[Data excerpts]
■ ■ ■ ■

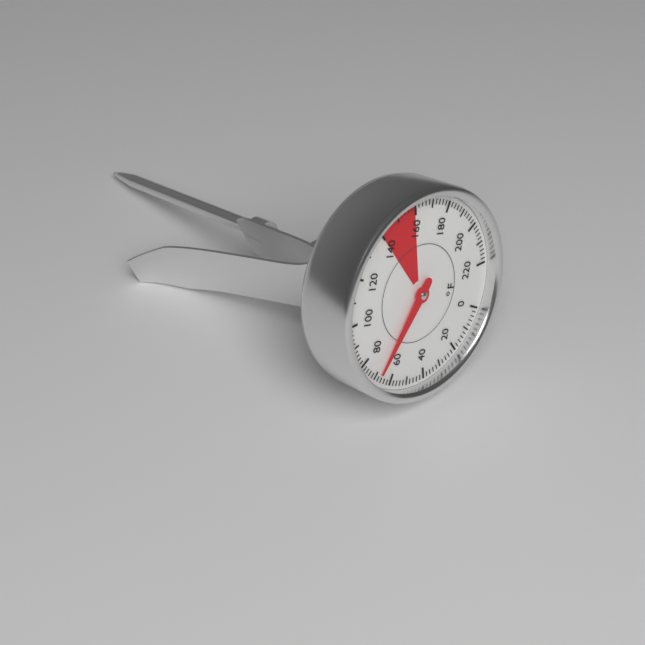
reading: 68 °F
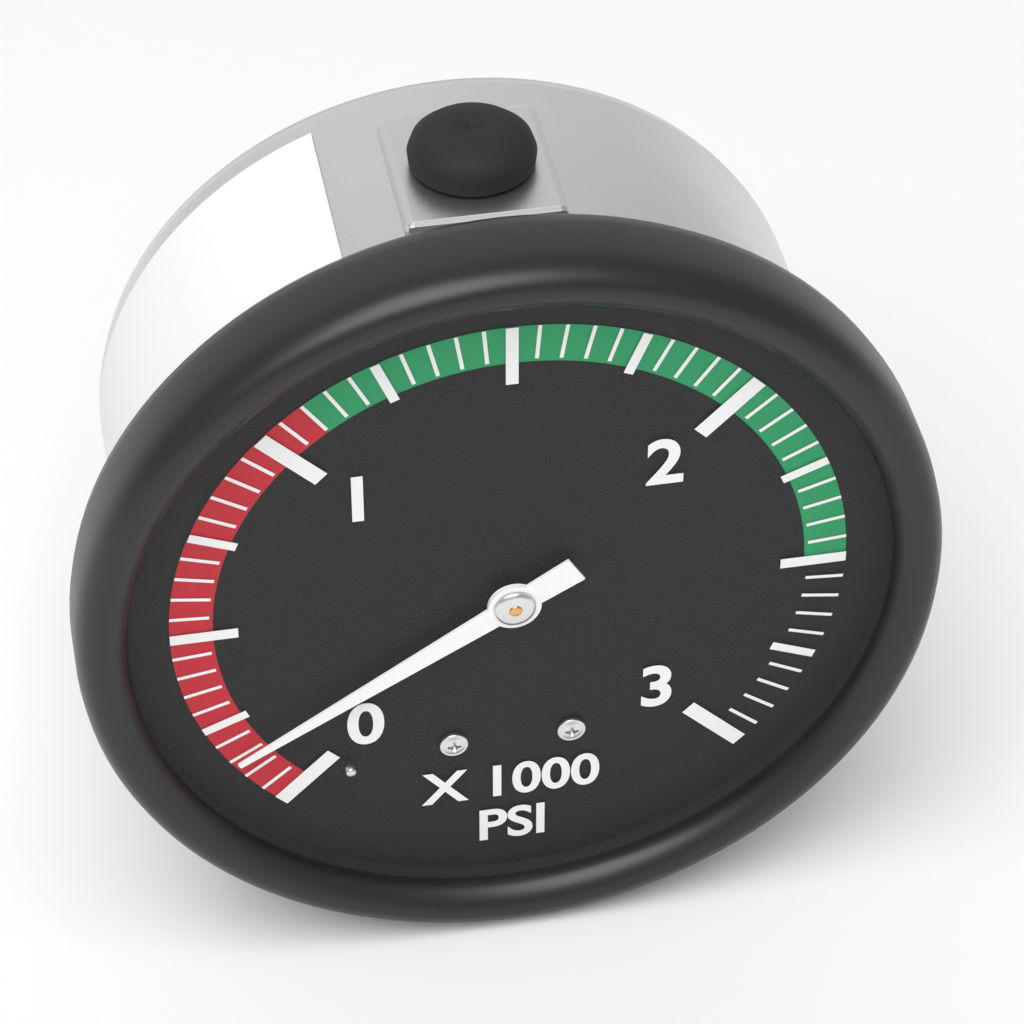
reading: 150 psi
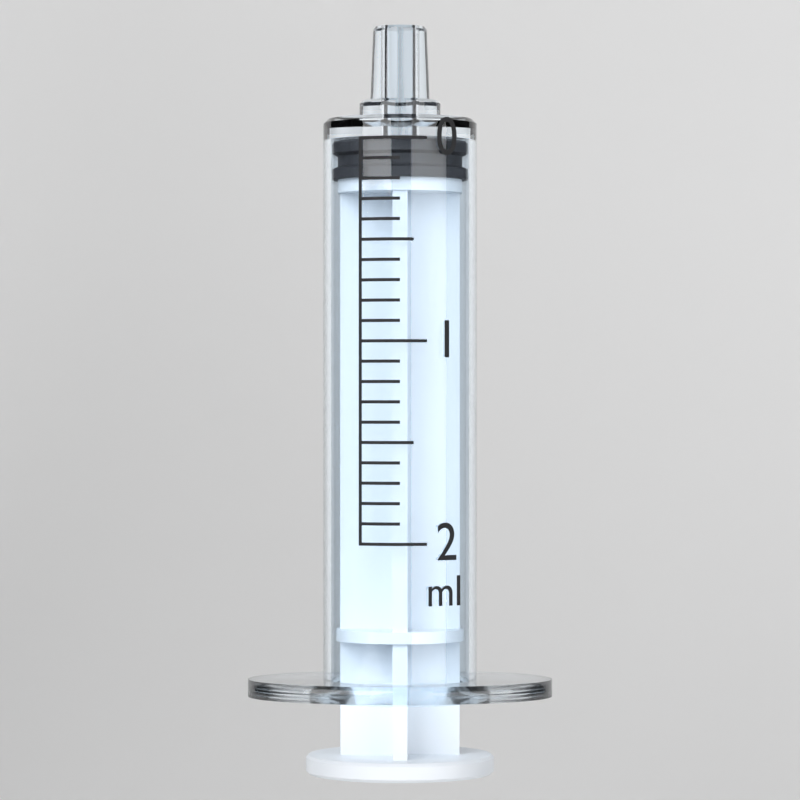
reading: 0.0 ml
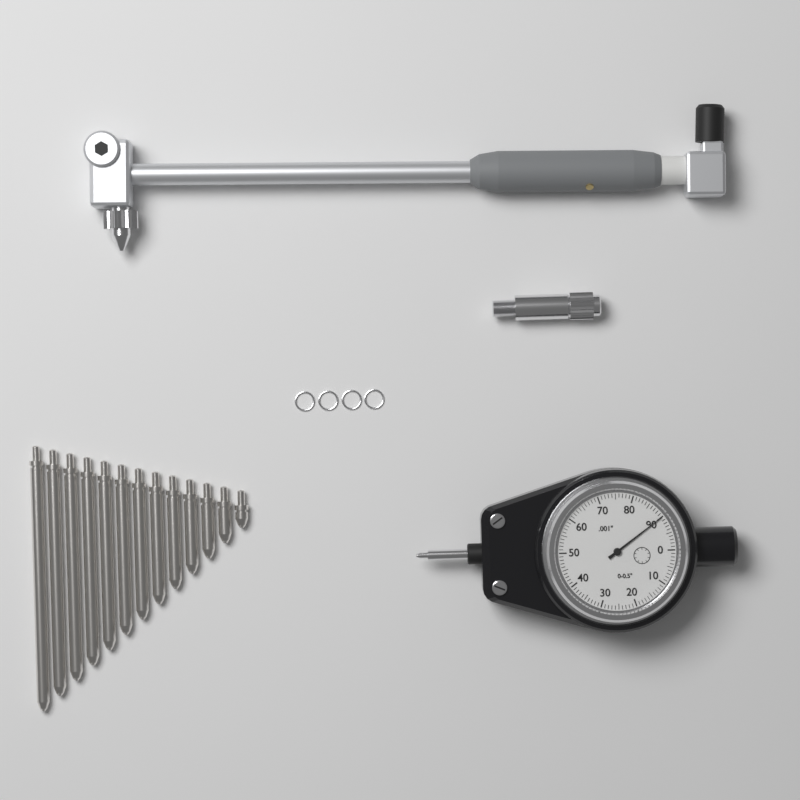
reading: 0.090 in
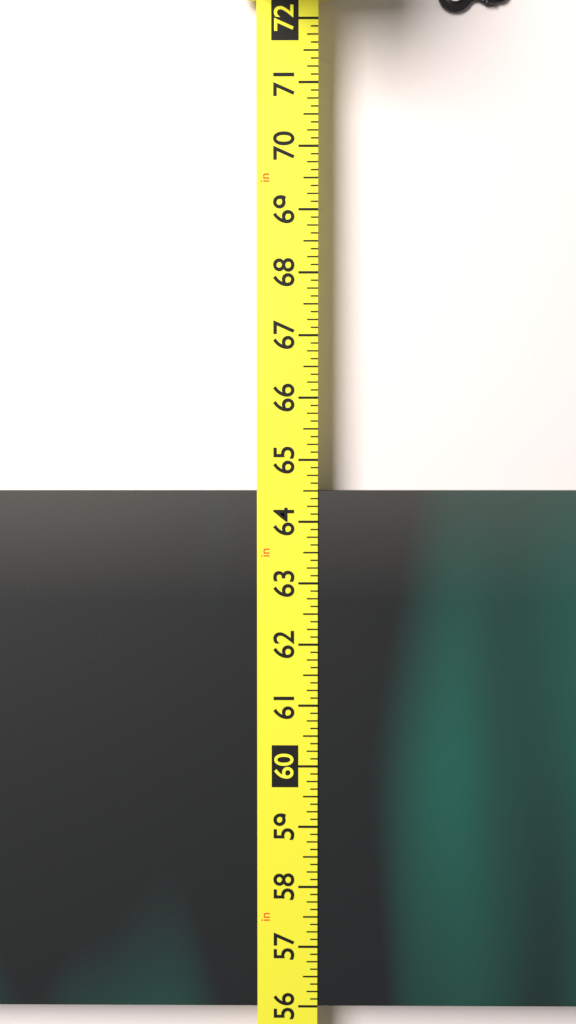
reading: 64.500 in
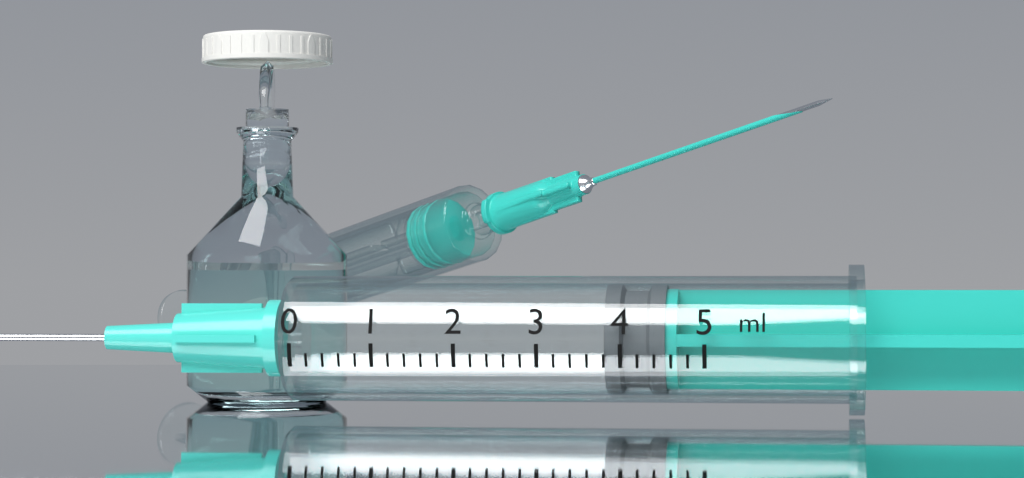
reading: 3.8 ml
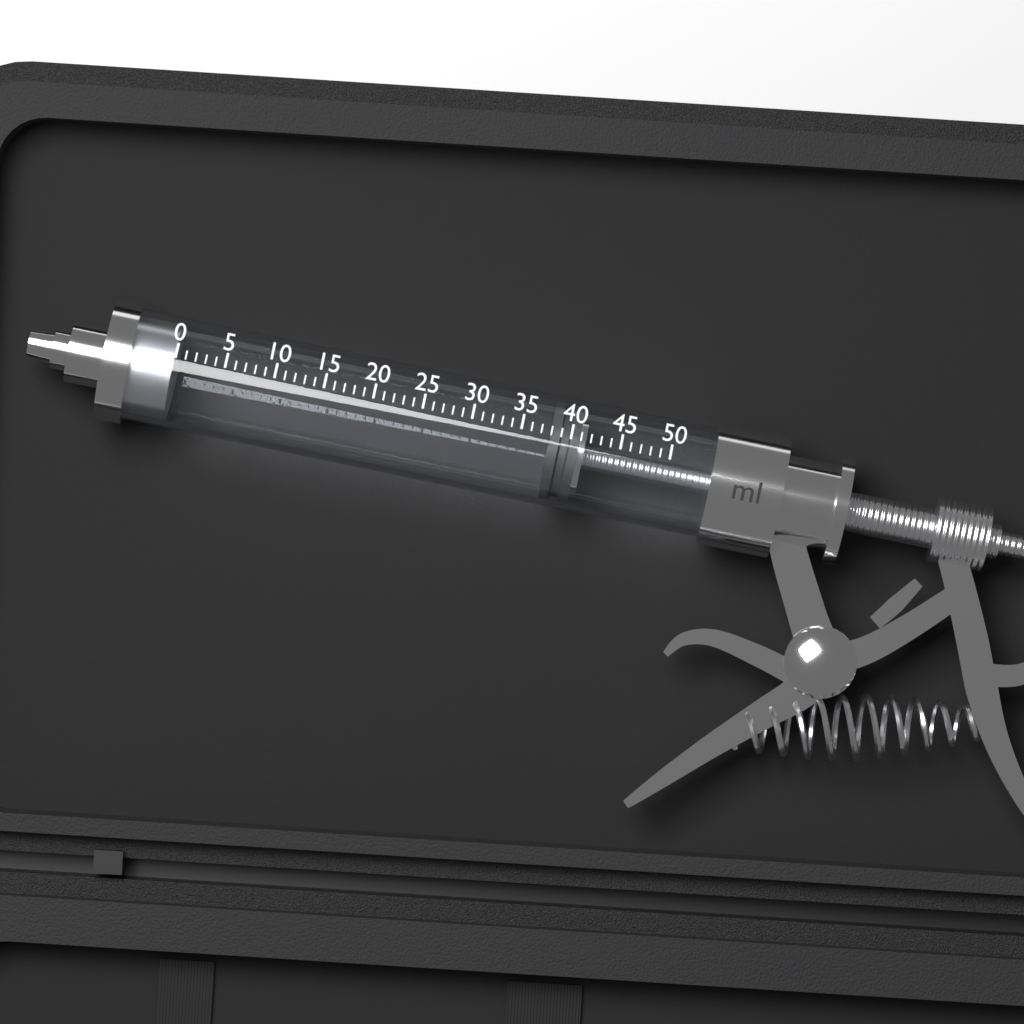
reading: 38 ml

■ ■ ■ ■

## What to work on
After dropping every picture, transcribe each entry exactly.

## Answer to this exercise
reading: 68 °F
reading: 150 psi
reading: 0.0 ml
reading: 0.090 in
reading: 64.500 in
reading: 3.8 ml
reading: 38 ml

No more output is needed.